Shooting in a faded Kodachrome palette, director John Crowley presents Brooklyn as an epic journey – not just of a teen crossing an ocean, but Eilis' transformation from hesitant girl to worldly woman. Looking at Ronan at the end, you'd swear she's grown a foot taller. It's the way she holds herself. It's the people in her life she's been forced to confront. It's those eyes – like blue searchlights – taking everything in and missing nothing.

— 4 out of 5 stars


The Night Before

Seth Rogen, seen with actress Jillian Bell, reteams with 50/50 director Jonathan Levine and co-star Joseph Gordon-Levitt in the raucous holiday comedy The Night Before. (Sarah Shatz/Columbia Pictures/Associated Press)

Seth Rogen and friends put the high back in holiday with their raucous, Christmas-themed comedy The Night Before. Director Jonathan Levine reteams with the actors from 50/50 – Rogen and Joseph Gordon-Levitt – while adding Anthony Mackie for this tale of friends heading out for one final wild night.  

The formula might feel familiar, but the gusto with which the boys go at it is gobsmacking. Rogen's physical comedy – as a soon-to-be-dad chasing magic mushrooms – features facial expressions that would put Vincent Price to shame. Gordon-Levitt provides the soul of the story as an aimless slacker still wounded by the crash that took his parents many Christmases ago. Finally, Mackie delivers as an insecure football star selling his soul one Tweet at a time.

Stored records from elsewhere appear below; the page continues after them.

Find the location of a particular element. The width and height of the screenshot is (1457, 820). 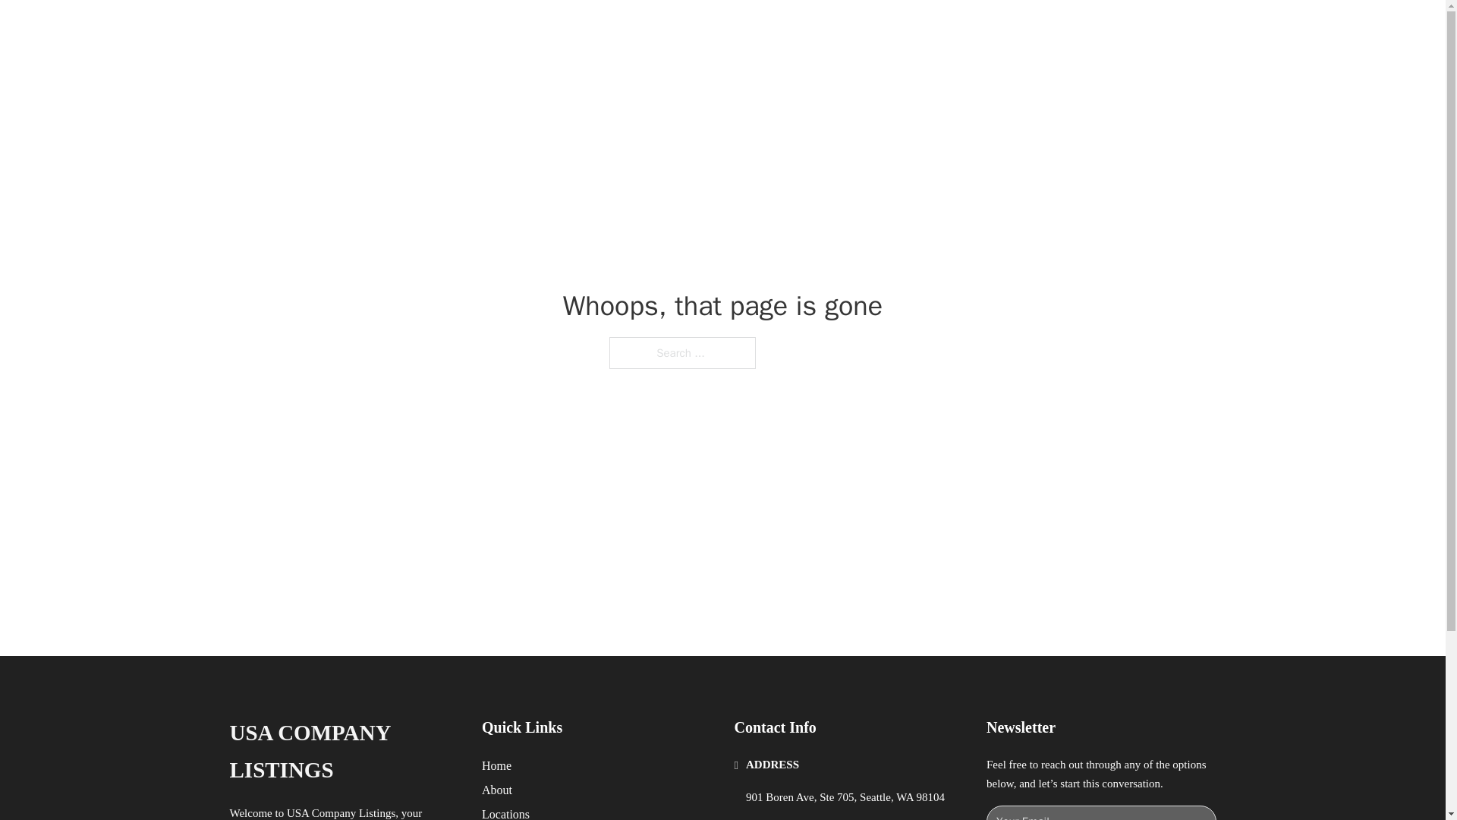

USA COMPANY LISTINGS is located at coordinates (343, 751).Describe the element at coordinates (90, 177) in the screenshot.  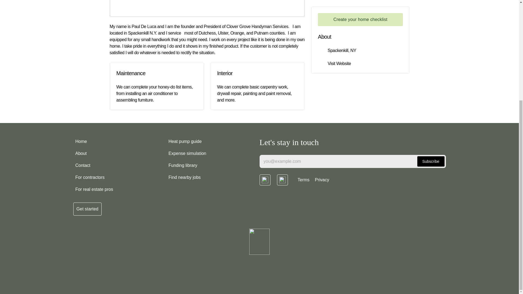
I see `For contractors` at that location.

To round out this Christmas punch bowl of debauchery, Levine cast performers who give fresh riffs on a holiday tale, including Broad City's Ilana Glazer as a certain Seuss-inspired villain and Michael Shannon (!) as local weed dealer Mr. Green. The latter's turn as the raspy, toque-wearing drug guru is reason enough to book a babysitter and see this in theatres. Throw in Miley Cyrus, Canada's own Nathan Fielder, Tracy Morgan as well as Mindy Kaling and The Night Before adds up to an x-rated Xmas mirth bomb. Sure, the eggnog gets syrupy at the end, but hey, it is a holiday movie after all.